As I turned on the radio this morning I found myself listening to someone I thought sounded a bit thick but he had been a very good footballer. Great players, like Gascoigne and Beckham, are usually more likely to eat a rubik's cube than to solve it. On the pitch they have vision and awareness but as soon as the final whistle blows the lights get switched off in their brains. I can't think of any very good players who were also very intelligent. Clark Carlisle has a high IQ but on the field he is mainly remembered for his own goals and cock-ups. Phil Neale used to read War and Peace in Russian on the team bus. But that was not the Phil Neal who won loads of trophies with Liverpool. The clever Phil Neale played for Scunthorpe and Lincoln and won nothing of note at soccer, but he was very good at cricket.

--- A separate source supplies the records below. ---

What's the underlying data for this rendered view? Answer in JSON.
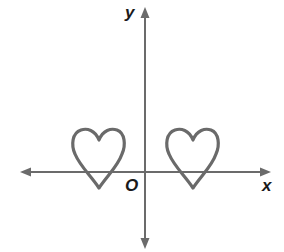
{
  "labels": {
    "y_axis": "y",
    "x_axis": "x",
    "origin": "O"
  },
  "colors": {
    "axis": "#6b6b6b",
    "heart": "#6a6a6a",
    "text": "#1a1a1a",
    "background": "#ffffff"
  },
  "figures": [
    {
      "name": "heart-left",
      "center_x": 99,
      "tip_y": 188
    },
    {
      "name": "heart-right",
      "center_x": 193,
      "tip_y": 188
    }
  ]
}
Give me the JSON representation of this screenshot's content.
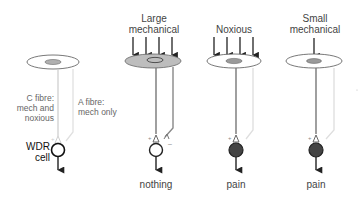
{
  "panels": [
    {
      "id": "wdr",
      "stimulus": "",
      "fibre_labels": {
        "c_fibre": [
          "C fibre:",
          "mech and",
          "noxious"
        ],
        "a_fibre": [
          "A fibre:",
          "mech only"
        ]
      },
      "cell_label": [
        "WDR",
        "cell"
      ],
      "output": ""
    },
    {
      "id": "large-mechanical",
      "stimulus": [
        "Large",
        "mechanical"
      ],
      "arrows": 4,
      "output": "nothing",
      "signs": {
        "c_synapse": "+",
        "a_synapse": "–"
      }
    },
    {
      "id": "noxious",
      "stimulus": [
        "Noxious"
      ],
      "arrows": 4,
      "output": "pain",
      "signs": {
        "c_synapse": "+"
      }
    },
    {
      "id": "small-mechanical",
      "stimulus": [
        "Small",
        "mechanical"
      ],
      "arrows": 1,
      "output": "pain",
      "signs": {
        "c_synapse": "+"
      }
    }
  ],
  "colors": {
    "c_fibre_active": "#777777",
    "c_fibre_idle": "#cccccc",
    "a_fibre_active": "#888888",
    "a_fibre_idle": "#dddddd",
    "skin_active": "#bdbdbd",
    "spot": "#a8a8a8",
    "cell_active": "#444444",
    "outline": "#333333"
  }
}
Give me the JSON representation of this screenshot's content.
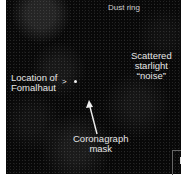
{
  "image": {
    "description": "Astronomical coronagraph image of Fomalhaut with annotation labels",
    "background_color": "#080808",
    "label_color": "#e6e6e6"
  },
  "labels": {
    "dust_ring": "Dust ring",
    "scattered_line1": "Scattered",
    "scattered_line2": "starlight",
    "scattered_line3": "“noise”",
    "location_line1": "Location of",
    "location_line2": "Fomalhaut",
    "location_pointer": ">",
    "coronagraph_line1": "Coronagraph",
    "coronagraph_line2": "mask"
  }
}
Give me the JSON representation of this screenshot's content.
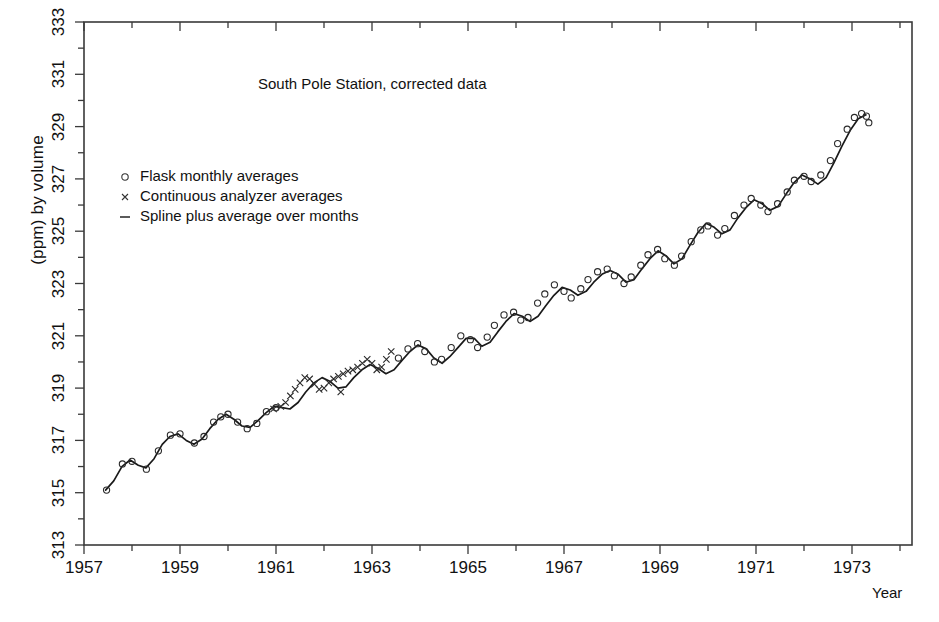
{
  "chart_data": {
    "type": "line",
    "title": "South Pole Station, corrected data",
    "xlabel": "Year",
    "ylabel": "(ppm) by volume",
    "xlim": [
      1957.0,
      1974.25
    ],
    "ylim": [
      313,
      333
    ],
    "grid": false,
    "legend_position": "upper-left-inside",
    "x_major_ticks": [
      1957,
      1959,
      1961,
      1963,
      1965,
      1967,
      1969,
      1971,
      1973
    ],
    "x_minor_ticks": [
      1958,
      1960,
      1962,
      1964,
      1966,
      1968,
      1970,
      1972,
      1974
    ],
    "y_major_ticks": [
      313,
      315,
      317,
      319,
      321,
      323,
      325,
      327,
      329,
      331,
      333
    ],
    "y_minor_ticks": [
      314,
      316,
      318,
      320,
      322,
      324,
      326,
      328,
      330,
      332
    ],
    "legend": [
      {
        "marker": "circle",
        "label": "Flask monthly averages"
      },
      {
        "marker": "cross",
        "label": "Continuous analyzer averages"
      },
      {
        "marker": "dash",
        "label": "Spline plus average over months"
      }
    ],
    "series": [
      {
        "name": "Spline plus average over months",
        "marker": "none",
        "style": "solid-line",
        "x": [
          1957.45,
          1957.62,
          1957.79,
          1957.96,
          1958.13,
          1958.29,
          1958.46,
          1958.63,
          1958.79,
          1958.96,
          1959.13,
          1959.29,
          1959.46,
          1959.62,
          1959.79,
          1959.96,
          1960.13,
          1960.29,
          1960.46,
          1960.62,
          1960.79,
          1960.96,
          1961.13,
          1961.29,
          1961.46,
          1961.62,
          1961.79,
          1961.96,
          1962.13,
          1962.29,
          1962.46,
          1962.62,
          1962.79,
          1962.96,
          1963.13,
          1963.29,
          1963.46,
          1963.62,
          1963.79,
          1963.96,
          1964.13,
          1964.29,
          1964.46,
          1964.62,
          1964.79,
          1964.96,
          1965.13,
          1965.29,
          1965.46,
          1965.62,
          1965.79,
          1965.96,
          1966.13,
          1966.29,
          1966.46,
          1966.62,
          1966.79,
          1966.96,
          1967.13,
          1967.29,
          1967.46,
          1967.62,
          1967.79,
          1967.96,
          1968.13,
          1968.29,
          1968.46,
          1968.62,
          1968.79,
          1968.96,
          1969.13,
          1969.29,
          1969.46,
          1969.62,
          1969.79,
          1969.96,
          1970.13,
          1970.29,
          1970.46,
          1970.62,
          1970.79,
          1970.96,
          1971.13,
          1971.29,
          1971.46,
          1971.62,
          1971.79,
          1971.96,
          1972.13,
          1972.29,
          1972.46,
          1972.62,
          1972.79,
          1972.96,
          1973.13,
          1973.29
        ],
        "y": [
          315.1,
          315.45,
          316.0,
          316.25,
          316.05,
          315.95,
          316.3,
          316.85,
          317.15,
          317.25,
          317.0,
          316.85,
          317.05,
          317.45,
          317.8,
          318.0,
          317.8,
          317.55,
          317.5,
          317.75,
          318.05,
          318.3,
          318.25,
          318.2,
          318.45,
          318.85,
          319.2,
          319.4,
          319.25,
          319.0,
          319.05,
          319.4,
          319.7,
          319.9,
          319.75,
          319.55,
          319.7,
          320.05,
          320.4,
          320.65,
          320.5,
          320.15,
          319.95,
          320.2,
          320.55,
          320.9,
          320.9,
          320.6,
          320.75,
          321.15,
          321.55,
          321.85,
          321.75,
          321.55,
          321.75,
          322.15,
          322.55,
          322.85,
          322.75,
          322.55,
          322.7,
          323.05,
          323.35,
          323.5,
          323.35,
          323.05,
          323.15,
          323.55,
          323.95,
          324.25,
          324.05,
          323.75,
          323.95,
          324.45,
          324.95,
          325.3,
          325.15,
          324.9,
          325.05,
          325.5,
          325.9,
          326.2,
          326.05,
          325.8,
          325.95,
          326.4,
          326.85,
          327.15,
          327.0,
          326.8,
          327.05,
          327.6,
          328.25,
          328.85,
          329.3,
          329.45
        ]
      },
      {
        "name": "Flask monthly averages",
        "marker": "circle",
        "x": [
          1957.47,
          1957.8,
          1958.0,
          1958.3,
          1958.55,
          1958.8,
          1959.0,
          1959.3,
          1959.5,
          1959.7,
          1959.85,
          1960.0,
          1960.2,
          1960.4,
          1960.6,
          1960.8,
          1961.0,
          1963.55,
          1963.75,
          1963.95,
          1964.1,
          1964.3,
          1964.45,
          1964.65,
          1964.85,
          1965.05,
          1965.2,
          1965.4,
          1965.55,
          1965.75,
          1965.95,
          1966.1,
          1966.25,
          1966.45,
          1966.6,
          1966.8,
          1967.0,
          1967.15,
          1967.35,
          1967.5,
          1967.7,
          1967.9,
          1968.05,
          1968.25,
          1968.4,
          1968.6,
          1968.75,
          1968.95,
          1969.1,
          1969.3,
          1969.45,
          1969.65,
          1969.85,
          1970.0,
          1970.2,
          1970.35,
          1970.55,
          1970.75,
          1970.9,
          1971.1,
          1971.25,
          1971.45,
          1971.65,
          1971.8,
          1972.0,
          1972.15,
          1972.35,
          1972.55,
          1972.7,
          1972.9,
          1973.05,
          1973.2,
          1973.3,
          1973.35
        ],
        "y": [
          315.1,
          316.1,
          316.2,
          315.9,
          316.6,
          317.2,
          317.25,
          316.9,
          317.15,
          317.7,
          317.9,
          318.0,
          317.7,
          317.45,
          317.65,
          318.1,
          318.25,
          320.15,
          320.5,
          320.7,
          320.4,
          320.0,
          320.1,
          320.55,
          321.0,
          320.85,
          320.55,
          320.95,
          321.4,
          321.8,
          321.9,
          321.6,
          321.7,
          322.25,
          322.6,
          322.95,
          322.7,
          322.45,
          322.8,
          323.15,
          323.45,
          323.55,
          323.3,
          323.0,
          323.25,
          323.7,
          324.1,
          324.3,
          323.95,
          323.7,
          324.05,
          324.6,
          325.05,
          325.2,
          324.85,
          325.1,
          325.6,
          326.0,
          326.25,
          326.0,
          325.75,
          326.05,
          326.5,
          326.95,
          327.1,
          326.9,
          327.15,
          327.7,
          328.35,
          328.9,
          329.35,
          329.5,
          329.4,
          329.15
        ]
      },
      {
        "name": "Continuous analyzer averages",
        "marker": "cross",
        "x": [
          1960.95,
          1961.1,
          1961.2,
          1961.3,
          1961.4,
          1961.5,
          1961.6,
          1961.7,
          1961.8,
          1961.9,
          1962.0,
          1962.1,
          1962.2,
          1962.3,
          1962.4,
          1962.5,
          1962.6,
          1962.7,
          1962.8,
          1962.9,
          1963.0,
          1963.1,
          1963.2,
          1963.3,
          1963.4,
          1962.35
        ],
        "y": [
          318.2,
          318.3,
          318.45,
          318.7,
          318.95,
          319.2,
          319.4,
          319.35,
          319.15,
          318.95,
          319.0,
          319.2,
          319.35,
          319.45,
          319.55,
          319.65,
          319.7,
          319.8,
          319.95,
          320.1,
          319.95,
          319.7,
          319.8,
          320.1,
          320.4,
          318.85
        ]
      }
    ]
  },
  "axes": {
    "y_labels": [
      "313",
      "315",
      "317",
      "319",
      "321",
      "323",
      "325",
      "327",
      "329",
      "331",
      "333"
    ],
    "x_labels": [
      "1957",
      "1959",
      "1961",
      "1963",
      "1965",
      "1967",
      "1969",
      "1971",
      "1973"
    ]
  }
}
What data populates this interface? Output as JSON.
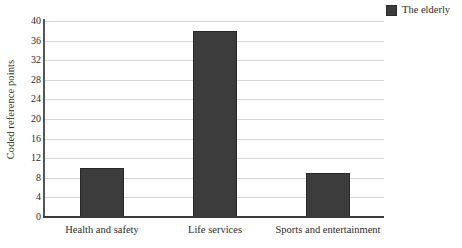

I know most of us on here are laughably stupid - why else would we post rubbish all day - but can you think of a very good footballer you would trust to think his way out a dangerous situation if you were trapped there with him? Imagine you are in a deadly maze with a spiked ball coming after the pair of you and either you or the footballer has to solve a puzzle to get out of the maze. Suppose you had to answer the puzzle using a touchscreen on the maze door wouldn't you just push or kick him out of the way and try and solve it yourself.

Most of the footballers who used to be on Quizball in the 1960s seemed brighter than the footballers of today, but today's footballers are much better players. Is there is an inverse relationship between football ability and intelligence?